The students have had to bear a lot: unending stares at the malls, an obvious fear to sit next to these blacks on public buses and the failed relationships between African male students with Javanese women as a result of "people talking".

It can obviously be blamed on the lack of proper integration of all the country's people. Few mass media have covered the easterners, the darker Indonesians. On the rare occasions it does happen it involves the grainy documentaries the colonialists used to depict, for example, Papuans, living in a citadel of barbarism and a wilderness only fit for animals.

There is nothing as important as cultural pride. Adverts that prick this pride may boomerang on what they purport to sell. Someone out there -- either a self responsible party among the product sellers, or among the government -- has to act to help start portraying these easterners in a better way, in a more considerate light, because what is at stake is dozens of ignored and often ridiculed tribes and their cultures.

It means diversity in adverts, hence minimizing the unspoken feeling that adverts will not sell products unless they use "white" looking models.

Television here often depict Papuans as almost naked, hostile tribesman.

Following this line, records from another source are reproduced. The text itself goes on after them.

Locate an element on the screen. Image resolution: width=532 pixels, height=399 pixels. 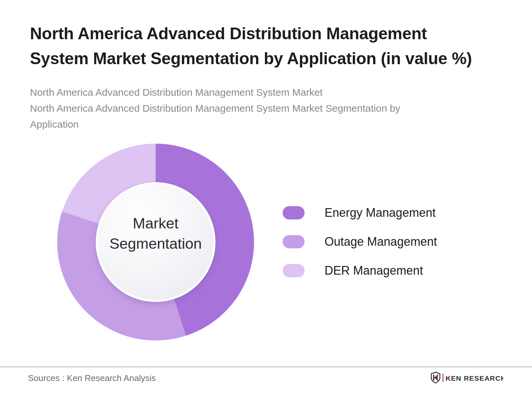
legend-swatch-energy-management is located at coordinates (294, 213).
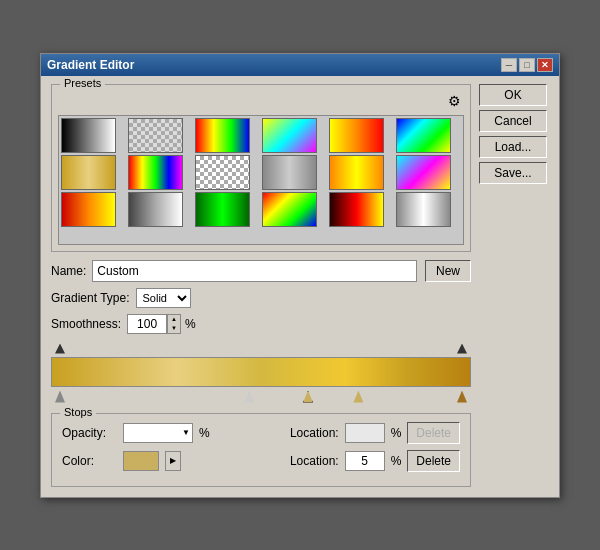 Image resolution: width=600 pixels, height=550 pixels. I want to click on spinner-up-icon: ▲, so click(174, 320).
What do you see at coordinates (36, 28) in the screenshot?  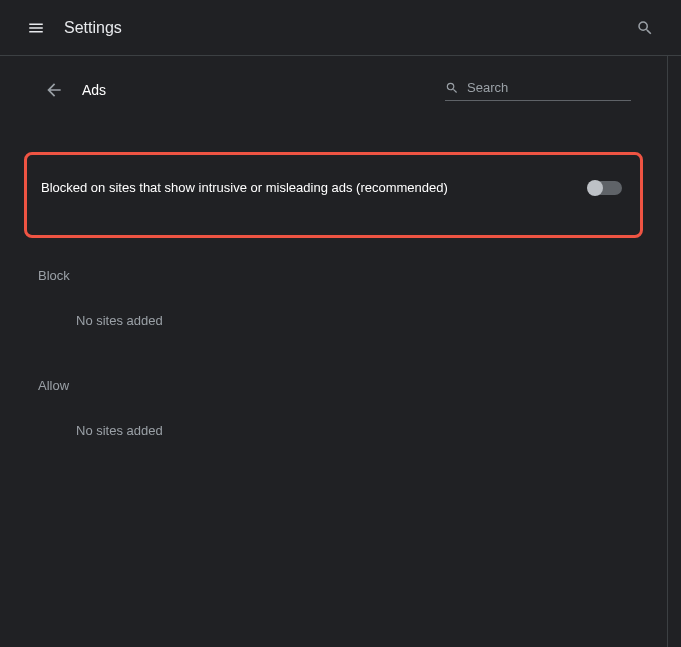 I see `menu-button` at bounding box center [36, 28].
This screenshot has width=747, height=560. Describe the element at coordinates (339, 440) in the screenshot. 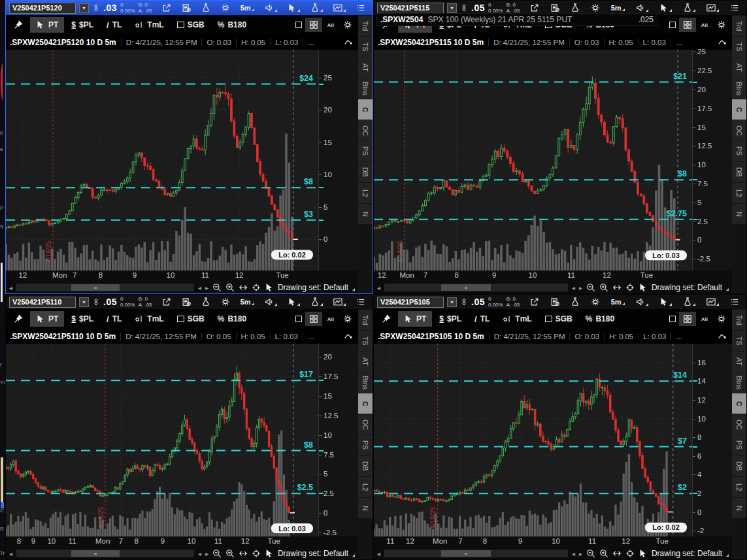

I see `price-axis: 2017.51512.5107.552.50-2.5` at that location.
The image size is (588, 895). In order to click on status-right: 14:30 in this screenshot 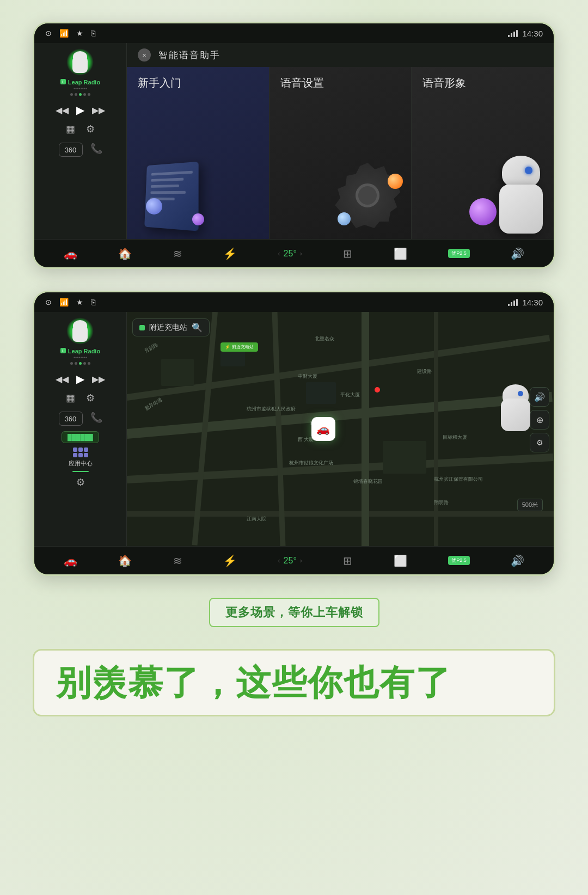, I will do `click(525, 34)`.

The stations may have been trying to emphasize the diversity that can only be explained through actual footage of Papuans in action, which they would argue to be the reality on the ground.

Again this only gives credence to the claim that they only find something interesting in the Papuans when it is "bizarre".

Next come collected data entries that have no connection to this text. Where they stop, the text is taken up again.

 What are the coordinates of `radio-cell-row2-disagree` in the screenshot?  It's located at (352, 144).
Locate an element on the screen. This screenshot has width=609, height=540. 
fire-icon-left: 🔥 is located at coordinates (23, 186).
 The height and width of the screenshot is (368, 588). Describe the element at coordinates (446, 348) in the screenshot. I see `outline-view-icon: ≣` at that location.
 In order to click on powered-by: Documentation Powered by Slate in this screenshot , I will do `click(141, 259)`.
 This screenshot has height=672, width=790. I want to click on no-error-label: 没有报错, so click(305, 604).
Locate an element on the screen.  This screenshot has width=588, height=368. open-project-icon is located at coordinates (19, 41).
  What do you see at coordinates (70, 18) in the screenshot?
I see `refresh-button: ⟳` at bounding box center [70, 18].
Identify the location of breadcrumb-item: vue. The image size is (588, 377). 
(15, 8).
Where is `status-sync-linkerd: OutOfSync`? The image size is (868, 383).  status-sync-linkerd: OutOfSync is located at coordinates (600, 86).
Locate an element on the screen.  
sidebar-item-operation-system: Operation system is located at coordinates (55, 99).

While it may be fun to watch the globalization-induced gap between the Papuans and the "real" Indonesians on television, it may be another matter altogether for educated Papuans who are constantly reminded of the lack of education among their people and a government almost indifferent to their plight.

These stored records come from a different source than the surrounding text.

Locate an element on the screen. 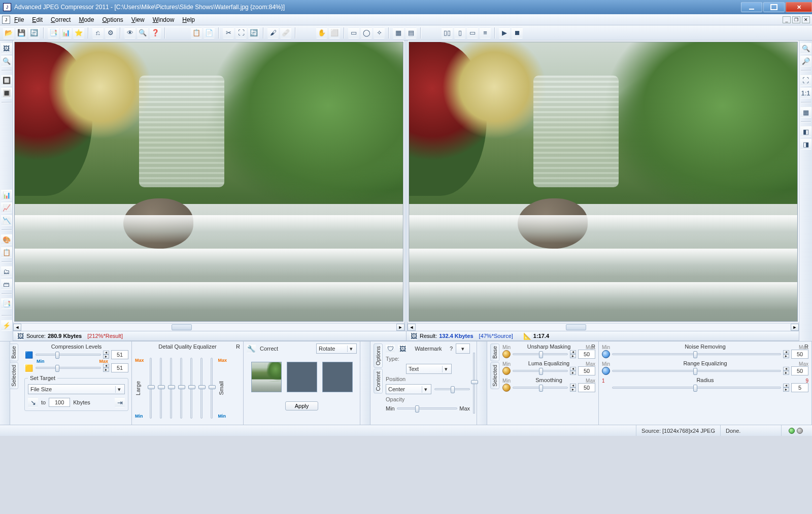 The height and width of the screenshot is (514, 812). target-go-button: ⇥ is located at coordinates (120, 402).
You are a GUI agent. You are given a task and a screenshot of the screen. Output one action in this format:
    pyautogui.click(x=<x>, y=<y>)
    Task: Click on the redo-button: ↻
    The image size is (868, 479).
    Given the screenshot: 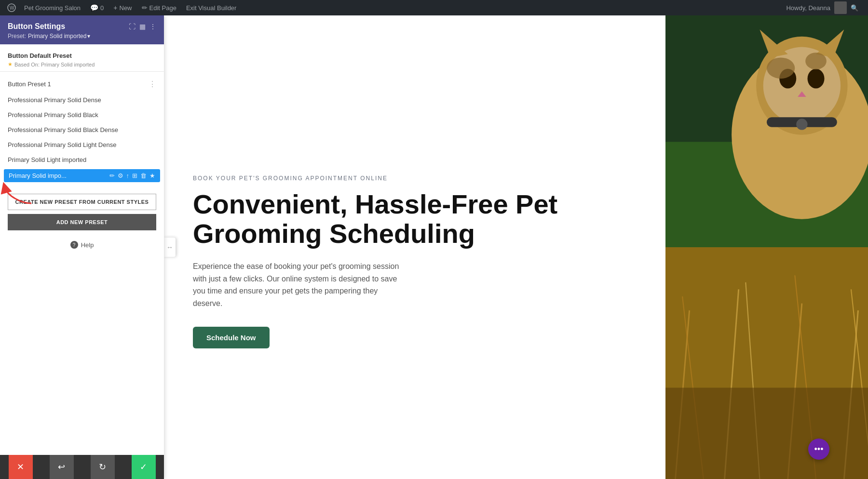 What is the action you would take?
    pyautogui.click(x=103, y=467)
    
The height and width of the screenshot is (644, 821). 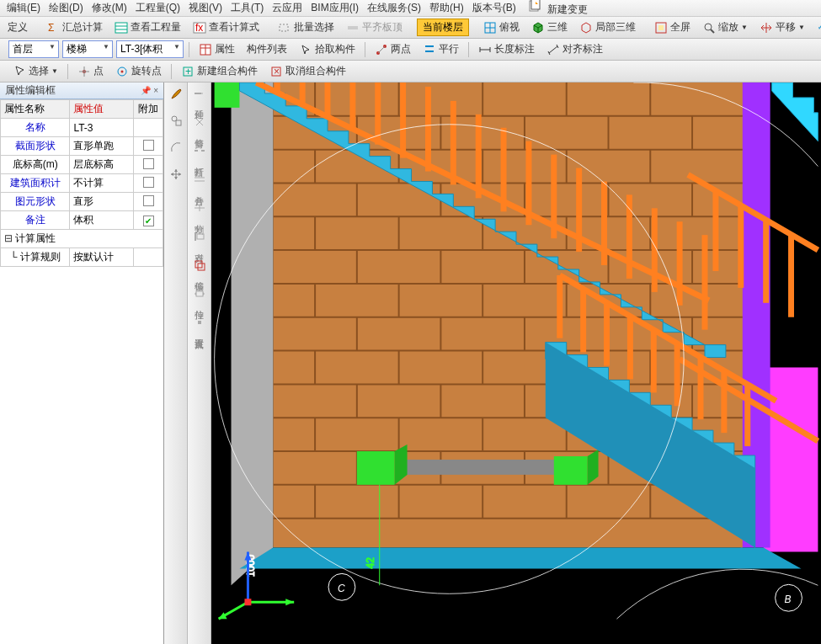 What do you see at coordinates (200, 180) in the screenshot?
I see `side-tool-merge: 合并` at bounding box center [200, 180].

Papuans and eastern Indonesians have been portrayed as static, fixed, national museum attractions. The educated in such ethnic groups may feel that they are a creation of a system that degrades them.

Slowly hate takes center stage as Papuans are reminded of their exploitation, hardening their hearts when it comes to national unity. Token television does not help.

Lack of coverage of unequal societies is similarly found regarding Africa.

The other day TVRI news focused on the famine now ravaging the continent. This writer happens to come from Nairobi, a relatively metropolitan center compared to northeastern Kenya that is dry and semiarid.

Friends in Nairobi have never mentioned the looming famine that is threatening 16 million people in 10 nations, with 2.4 million of them in Kenya.

Here were two Kenyan worlds: one where the average Nairobian is ignorant of the famine; the other, the dying Kenyan Turkana women and children who have resorted to selling their animals to live.

To the writer, the news seemed like it did not come from Kenya. Sadly, years of prejudice and deception had taught the writer only to see Kenya as the authorities want it seen abroad -- the tall skyscrapers and green gardens that make part of the city-in-the-sun Nairobi. Beneath this is the test of real Kenyan integration.

When these northeasterners are covered it is on some relatively bizarre occasion or as a tourist attraction, part of the zoo.

Thanks to a private newspaper and television channel, The Daily Nation and Nation News Television, respectively, the world had a chance to glare at northeastern Kenya and provoke world interest to save these marginalized tribes, besides making elaborate coverage on their predicaments.

The road ahead for the mass media in national integration is still tough. Variety in adverts and programs has potential to unify diverse countries such as Indonesia.

The television channels could at least avoid screening skin- color biased adverts that seem to promote the colonial notion of "black at the bottom, white on top" mentality as Indonesia tries to woo its marginalized but proud easterners.

The media should take a leap forward and highlight more of the marginalized areas because it will eventually pay off not only in extra viewers, but in building coverage which is more representative of the nation as a whole.

The writer, studying for his master's in psychology at Gadjah Mada University in Yogyakarta, works for the Kenyan Ministry of Education in Nairobi.